Trump's Budget Hits Congress Today: Read What They Don't Tell You
The Trump administration delivers its official budget request to Congress today, laying out the White House's spending and revenue priorities for fiscal year 2027. The document will be covered breathlessly for 48 hours and then largely ignored, which is how most federal budgets are treated and also, in some ways, appropriate — presidential budgets are political documents first and governance blueprints second.

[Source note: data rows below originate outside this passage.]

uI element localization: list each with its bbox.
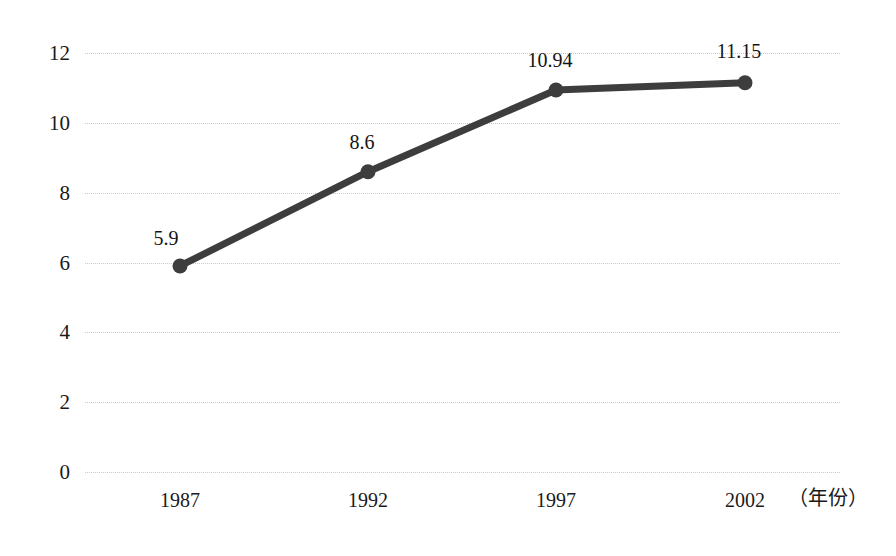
data-point-label: 5.9 [154, 228, 179, 248]
plot-area [85, 53, 840, 472]
gridline [85, 332, 840, 333]
x-tick-label: 1992 [348, 490, 388, 510]
gridline [85, 472, 840, 473]
y-tick-label: 10 [10, 112, 70, 133]
y-axis: 12 10 8 6 4 2 0 [0, 53, 70, 472]
y-tick-label: 8 [10, 182, 70, 203]
x-tick-label: 1997 [536, 490, 576, 510]
gridline [85, 402, 840, 403]
gridline [85, 123, 840, 124]
gridline [85, 193, 840, 194]
y-tick-label: 2 [10, 392, 70, 413]
y-tick-label: 0 [10, 462, 70, 483]
y-tick-label: 4 [10, 322, 70, 343]
data-point-label: 10.94 [528, 50, 573, 70]
line-chart: 12 10 8 6 4 2 0 5.98.610.9411.15 1987 19… [0, 0, 896, 556]
data-point-label: 11.15 [717, 41, 761, 61]
y-tick-label: 6 [10, 252, 70, 273]
y-tick-label: 12 [10, 43, 70, 64]
x-tick-label: 2002 [725, 490, 765, 510]
x-axis-unit-label: （年份） [788, 488, 868, 508]
x-tick-label: 1987 [160, 490, 200, 510]
gridline [85, 263, 840, 264]
data-point-label: 8.6 [350, 132, 375, 152]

But buried in the line items are things worth noticing. Based on Politico's advance reporting and earlier OMB signals, expect deep cuts to domestic discretionary spending and increases in defense and border security — a configuration that's been consistent across both Trump terms. What's new this cycle is the Iran war line item, which will require supplemental emergency funding that the White House is expected to request alongside the standard budget. Wartime supplementals have a way of moving through Congress faster than anything else, bipartisan discomfort notwithstanding.
The partial shutdown currently in effect — which has idled parts of the federal workforce, closed certain permit offices, and disrupted a range of services that don't make for compelling TV coverage — complicates the budget rollout politically. You don't have maximum leverage on a new spending proposal when you can't get the previous one funded.
Medicaid and Social Security changes are expected to be present in the budget in the form of "program integrity" language, which is bureaucratic for "we want to change how these work." The details will matter enormously and will be obscured by the framing. That's worth watching closely as the document gets parsed.
Congress will produce its own budget framework, which will bear little resemblance to the presidential request. That's normal. The fight that follows — over appropriations, continuing resolutions, and which programs get funded at what levels — is the actual budget process. Today's document is the opening bid.
Presidential budgets don't pass. They communicate priorities and set the terms of negotiation. Pay less attention to the total number and more attention to what gets cut first, what never gets touched, and whose ox is being gored. That's where the real story lives.